Had the movie gone it’s course as the majority of the film seemed to be setting up, I’d easily give it three, edging into four stars. As it is, leaving such a nasty taste in my mouth, it gets two. Barely. And that mainly on the strengths of the first portion, a bitter nostalgia for the film we could have had.
The real thing to consider: Is it worth watching? Well, that depends. How good are you at pausing, pretending something else happened, and skipping the last fifteen minutes? If that’s something you feel you can do in good conscience, then by all means, give it a watch. When the power goes out, just assume our villain dispatches the remainder of the crew while the camera sits on the floor records it all, then snap to black or our villain’s face as they heft the device and cackle into it. You’ll be satisfied.
For those of us who had to be exposed to the telportation, lightning bolts, dudes getting turned into acid-spewing piles of frogs and all the rest, however… No. A million “nopes.” Do not engage.
What about you folks? Have you seen it? What did you think? Let us know in the box below!
Goodreads Review: The Harlot by the Side of the Road
Tags: bible, biblical commentary, Book Reviews, Goodreads, harlot by the side of the road, review
My rating: 3 of 5 stars
The title sounds quite provocative, doesn’t it? Harlots!? In the Bible!? Why, yes. Plenty of them, in fact. Most people probably aren’t aware just how much sin, iniquity, vice and general delinquency is in their favorite book of judgement and good news, I’d wager.
Those are the people this book is for. At least, those among that group who have a willingness to listen to some of the weirder and less “Christian” behaviors that some of those Biblical characters got up to. Unfortunately, that may be too small of a target audience.
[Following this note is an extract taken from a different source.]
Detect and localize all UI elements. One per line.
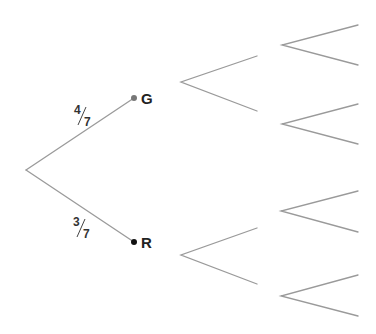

The prose is well formed, the ideas reasonably well thought out, and there’s plenty of footnotes to chase down if you’re the fact-checking sort. But if you’re like me, someone who is already aware of the devilry going on in the Holiest of Holy Books, you probably won’t find anything new or shocking. There’s unlikely to be any enticing new hooks to hang your hat on if you’re seeking sick thrills in the Bible or want more ammunition to start throwing when people put on their judgy faces.
Now, is that all bad? Probably not. As noted, there is an audience for this information… I was just not that audience, for which I am a little saddened.
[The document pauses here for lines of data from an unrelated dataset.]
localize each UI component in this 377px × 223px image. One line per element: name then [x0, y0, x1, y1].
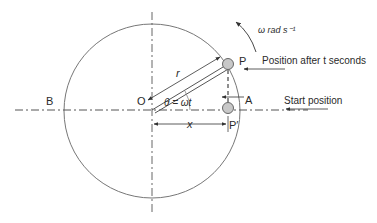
angle-label: θ = ωt [164, 97, 193, 108]
angular-velocity-arrow [236, 22, 256, 52]
shm-diagram: ω rad s⁻¹ P Position after t seconds r O… [0, 0, 377, 223]
label-p-prime: P′ [229, 119, 238, 131]
point-p [223, 59, 234, 70]
label-p: P [239, 55, 246, 67]
start-position-label: Start position [284, 95, 342, 106]
position-after-label: Position after t seconds [262, 55, 366, 66]
label-o: O [137, 95, 146, 107]
label-x: x [186, 118, 193, 130]
label-b: B [46, 95, 53, 107]
angular-velocity-label: ω rad s⁻¹ [258, 25, 296, 35]
radius-dimension-arrow [148, 57, 220, 100]
point-p-prime [223, 103, 234, 114]
label-a: A [245, 94, 253, 106]
label-r: r [176, 67, 181, 79]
The one actual negative that I can levy against the book – or perhaps, more accurately, the author – is that sometimes it goes a little far afield, as though seeking ways to connect favorite pet theories or conspiracies to situations where they really have no bearing; the “I shall sacrifice what first comes to meet me” tale is the worst offender in this respect, somehow taking a screwy story about a soldier who makes a bad vow and thus is expected to sacrifice his only child and turning it into a secret parable about lesbians and goddess worship, but the idea peeks its head around corners in most of the stories, especially as it applies to those two topics. Sometimes it feels as though the author has an axe to grind about the Sacred Feminine and just won’t come right out and say so. But still, entertaining stuff, and sure to send any DaVinci Code theorists over the moon with the possibilities.
All in all, a decent enough read for the would-be Biblical scholar, or the devout person looking for a reason to get mad about another attack on their religion, but overall not something I’d suggest specifically seeking out.